By no arguments on his part, however subtle, could he evade Joanna’s right of succession to the Castilian throne; yet in her state of mental weakness its acknowledgment handed over the practical control of public affairs to her King-Consort; and with the Archduke Philip established as a hostile element in Castile, and Louis XII. an enemy hovering on the Pyrenees, Aragon and her King would have fared ill indeed.
FERDINAND OF ARAGON
CARVED WOODEN STATUE FROM CATHEDRAL AT MALAGA
Ferdinand’s marriage relieved the immediate tension of such a possibility; but its achievement courted even greater national disaster. The birth of a son could only mean the destruction of the union between Castile and Aragon, on which the foundations of Spanish empire had been laid; while by the terms of the marriage treaty Ferdinand also risked the dismemberment of his own dominions. Louis XII. was willing to cede as dowry for his niece the rights over Naples which he had failed to maintain by force of arms; but the price he demanded in return was the restoration of that half of the Kingdom which was guaranteed to him by the original Partition Treaty, should Germaine and the Spanish monarch have no heirs.
This bargain made and cemented by large quantities of Spanish gold to indemnify Louis for the expenses to which he had been put during the Neapolitan wars, the French King proceeded to forbid the Archduke and Joanna a passage through France, until they had arrived at some amicable understanding with Ferdinand as to the future government of their kingdom. Philip, seeing himself outwitted, sulkily complied, and, in the Treaty of Salamanca (signed in November, 1505) agreed that he, his wife, and father-in-law should “jointly govern and administer Castile,” Ferdinand receiving one half of the public revenues.
The peace thus extorted by circumstances was never intended to be kept; and, from the moment that the new King and Queen of Castile put foot in their land, they did their uttermost to encourage the growing opposition to Aragonese interference. Ferdinand, thwarted and ignored by his son-in-law and deserted by the Castilians, at length departed in dudgeon to visit the kingdom that Gonsalvo de Cordova had won for him in Naples; but it was not destined that the work to which he and Isabel had given the greater part of their lives should come to nought. In the autumn of 1506 the Archduke Philip died at Burgos; and Joanna, sunk in one of her moods of morbid lethargy, referred those of her subjects, who would have persuaded her to rule for herself, to Ferdinand’s authority.
From July, 1507, when Ferdinand returned to Spain, till his death in January, 1516, he governed Castile as regent; while the loss of the only child born to him of his union with Germaine de Foix preserved his dominions intact for “Joanna the Mad” and her eldest-born, the future Emperor Charles V. Naples, it is true, by the terms of his second marriage treaty should have been once more divided with the French Crown; but the Catholic King was to reap the reward of loyalty to the Holy See, and received a papal dispensation from the fulfilment of his inconvenient pledge.

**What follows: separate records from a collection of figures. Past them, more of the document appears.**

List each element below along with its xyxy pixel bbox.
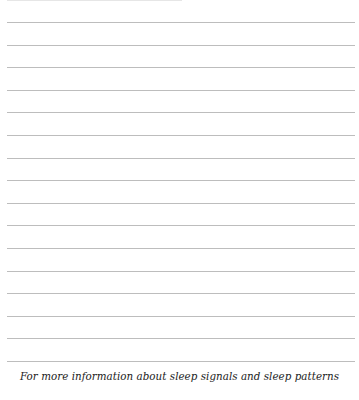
- ruled-line: [7, 90, 355, 91]
- ruled-line: [7, 248, 355, 249]
- ruled-line: [7, 225, 355, 226]
- ruled-line: [7, 67, 355, 68]
- footer-note: For more information about sleep signals…: [0, 370, 359, 382]
- ruled-line: [7, 45, 355, 46]
- ruled-line: [7, 271, 355, 272]
- ruled-line: [7, 180, 355, 181]
- ruled-line: [7, 203, 355, 204]
- ruled-line: [7, 135, 355, 136]
- ruled-line: [7, 316, 355, 317]
- ruled-line: [7, 112, 355, 113]
- ruled-line: [7, 293, 355, 294]
- ruled-line: [7, 158, 355, 159]
- top-rule-fragment: [7, 0, 182, 1]
- ruled-line: [7, 361, 355, 362]
- ruled-line: [7, 338, 355, 339]
- ruled-line: [7, 22, 355, 23]
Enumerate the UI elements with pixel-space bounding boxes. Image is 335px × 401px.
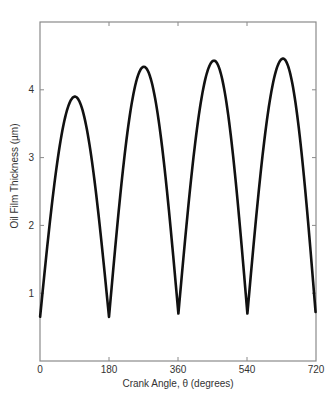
x-tick-label: 720 xyxy=(308,364,325,375)
x-tick-label: 360 xyxy=(170,364,187,375)
x-tick-labels: 0180360540720 xyxy=(37,364,325,375)
y-tick-label: 4 xyxy=(28,84,34,95)
chart: 0180360540720 1234 Crank Angle, θ (degre… xyxy=(0,0,335,401)
y-tick-label: 1 xyxy=(28,288,34,299)
x-axis-label: Crank Angle, θ (degrees) xyxy=(122,378,233,389)
x-tick-label: 180 xyxy=(101,364,118,375)
x-tick-label: 0 xyxy=(37,364,43,375)
y-tick-labels: 1234 xyxy=(28,84,34,298)
x-tick-label: 540 xyxy=(239,364,256,375)
data-line xyxy=(40,59,315,317)
y-tick-label: 2 xyxy=(28,220,34,231)
y-axis-label: Oil Film Thickness (µm) xyxy=(9,123,20,228)
y-tick-label: 3 xyxy=(28,152,34,163)
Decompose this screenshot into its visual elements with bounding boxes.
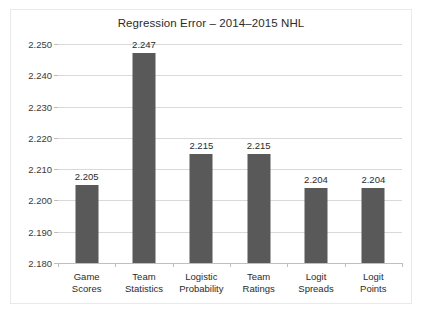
x-axis-category-label: LogitPoints — [360, 271, 386, 294]
y-axis-tick-label: 2.220 — [28, 132, 52, 143]
x-axis-category-label-line: Spreads — [298, 283, 333, 295]
bar — [75, 185, 98, 263]
bar — [362, 188, 385, 263]
bar — [190, 154, 213, 264]
bar-value-label: 2.215 — [247, 140, 271, 151]
x-axis-category-label-line: Ratings — [243, 283, 275, 295]
bar-value-label: 2.204 — [361, 174, 385, 185]
x-axis-tick-mark — [173, 263, 174, 267]
x-axis-category-label-line: Logit — [360, 271, 386, 283]
x-axis-tick-mark — [115, 263, 116, 267]
x-axis-category-label-line: Statistics — [125, 283, 163, 295]
x-axis-category-label: GameScores — [72, 271, 102, 294]
y-axis-tick-label: 2.200 — [28, 195, 52, 206]
x-axis-category-label: TeamRatings — [243, 271, 275, 294]
bar-value-label: 2.205 — [75, 171, 99, 182]
x-axis-tick-mark — [402, 263, 403, 267]
x-axis-tick-mark — [287, 263, 288, 267]
bar-value-label: 2.215 — [189, 140, 213, 151]
bar — [304, 188, 327, 263]
chart-title: Regression Error – 2014–2015 NHL — [11, 17, 411, 29]
x-axis-tick-mark — [345, 263, 346, 267]
bar-group: 2.215LogisticProbability — [173, 44, 230, 263]
y-axis-tick-label: 2.210 — [28, 164, 52, 175]
x-axis-category-label-line: Scores — [72, 283, 102, 295]
y-axis-tick-label: 2.250 — [28, 39, 52, 50]
x-axis-category-label-line: Logit — [298, 271, 333, 283]
x-axis-tick-mark — [230, 263, 231, 267]
x-axis-category-label-line: Logistic — [179, 271, 223, 283]
bar-group: 2.204LogitPoints — [345, 44, 402, 263]
plot-area: 2.2502.2402.2302.2202.2102.2002.1902.180… — [58, 44, 402, 263]
x-axis-category-label-line: Probability — [179, 283, 223, 295]
bar-group: 2.215TeamRatings — [230, 44, 287, 263]
x-axis-category-label-line: Points — [360, 283, 386, 295]
x-axis-category-label-line: Game — [72, 271, 102, 283]
x-axis-category-label-line: Team — [243, 271, 275, 283]
x-axis-category-label-line: Team — [125, 271, 163, 283]
bar-group: 2.205GameScores — [58, 44, 115, 263]
bar-group: 2.204LogitSpreads — [287, 44, 344, 263]
x-axis-category-label: LogisticProbability — [179, 271, 223, 294]
y-axis-tick-label: 2.180 — [28, 258, 52, 269]
bar-value-label: 2.204 — [304, 174, 328, 185]
x-axis-tick-mark — [58, 263, 59, 267]
y-axis-tick-label: 2.240 — [28, 70, 52, 81]
bar — [132, 53, 155, 263]
y-axis-tick-label: 2.230 — [28, 101, 52, 112]
x-axis-category-label: TeamStatistics — [125, 271, 163, 294]
bar — [247, 154, 270, 264]
x-axis-category-label: LogitSpreads — [298, 271, 333, 294]
y-axis-tick-label: 2.190 — [28, 226, 52, 237]
chart-figure: Regression Error – 2014–2015 NHL 2.2502.… — [10, 9, 412, 304]
bar-value-label: 2.247 — [132, 39, 156, 50]
bar-group: 2.247TeamStatistics — [115, 44, 172, 263]
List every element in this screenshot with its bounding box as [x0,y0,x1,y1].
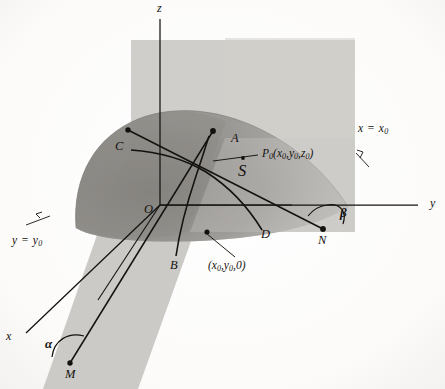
origin-label: O [144,203,153,216]
point-A-label: A [231,132,239,145]
point-D-label: D [261,228,270,241]
point-M-dot [67,360,72,365]
plane-x-value-sub: 0 [384,127,389,136]
point-P0-label: P0(x0,y0,z0) [262,148,313,161]
z-axis-label: z [157,2,162,14]
plane-y-eq: = [21,234,29,246]
figure-canvas: z y x O A B C D M N P0(x0,y0,z0) S (x0,y… [0,0,445,389]
plane-y-label: y = y0 [12,235,43,248]
point-A-dot [210,128,216,134]
point-C-label: C [115,140,123,153]
point-C-dot [125,127,130,132]
angle-alpha-label: α [45,337,52,350]
y-axis-label: y [430,197,435,209]
plane-y-var: y [12,234,18,246]
foot-point-label: (x0,y0,0) [208,260,245,273]
plane-x-eq: = [367,122,375,134]
x-axis-label: x [6,330,11,342]
p0-close: ) [309,147,313,159]
diagram-svg [0,0,445,389]
point-N-label: N [318,234,326,247]
plane-y-value-sub: 0 [38,239,43,248]
point-M-label: M [65,368,75,381]
foot-close: ) [242,259,246,271]
foot-point-dot [204,229,209,234]
point-N-dot [320,226,326,232]
angle-beta-label: β [340,206,347,219]
point-B-label: B [170,259,178,272]
surface-label-S: S [238,163,246,180]
plane-x-var: x [358,122,364,134]
p0-base: P [262,147,269,159]
point-P0-dot [241,156,245,160]
plane-x-label: x = x0 [358,123,389,136]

Victories on the North African coast against Barbary pirates and the conquest of Southern Navarre closed his days in a halo of glory; and he passed to his final resting-place beside Isabel in the Royal Chapel at Granada regretted even by the Castilians and mourned by the Aragonese as their “last King.” Henceforth Spain was to be one and undivided.
“No reproach attaches to him,” says Guicciardini of Ferdinand, “save his lack of generosity and faithlessness to his word.” Peter Martyr declares that “contrary to the belief of all men he died poor.” Like Henry VII. of England he had been quick to lay hands on wealth, doling it out to others with the grudging reluctance of the miser; but the exhausted treasury he left showed that his main inspiration had been economy not avarice. His ambitions had been expensive, and Spain was to pay heavily both in money and the more precious coin of human life; but the fact that she could afford to enter the great national struggle with France at all marks the economic transformation that had taken place since the days of Henry IV. of Castile. She had passed from industrial infancy to prosperity and an assured commercial position; her population had increased; peace at home had given her financial security; while as the depôt for European trade with the New World vistas of profit opened before her.
The Catholic sovereigns were not blind to this great future, and the legislation of their reign dealt largely with measures for fostering national industries. If such protection was often misguided it was like the over-anxious care of a mother, that may be as dangerous to a child’s welfare as the opposite vice of neglect. Each age has its theories of political economy and looks back with superior contempt on the failings of its predecessors. To twentieth-century eyes the economic outlook of the fifteenth is often exasperatingly foolish; yet in the days of Ferdinand and Isabel it appeared the height of wisdom, and efforts to put it into practice were eagerly demanded by the Cortes. Industry, it was felt, must be wrapped in the cotton-wool of a myriad restrictions; it must be artificially nourished and subjected to constant supervision and interference, or it would die of exposure to the rough-and-tumble of competition. That industrial death might be sometimes due to sheer weariness of life in intolerable fetters was a diagnosis of which no mediæval economist would ever have dreamt; and Ferdinand and Isabel firmly believed that their paternal legislation must prove a panacea for every public ill.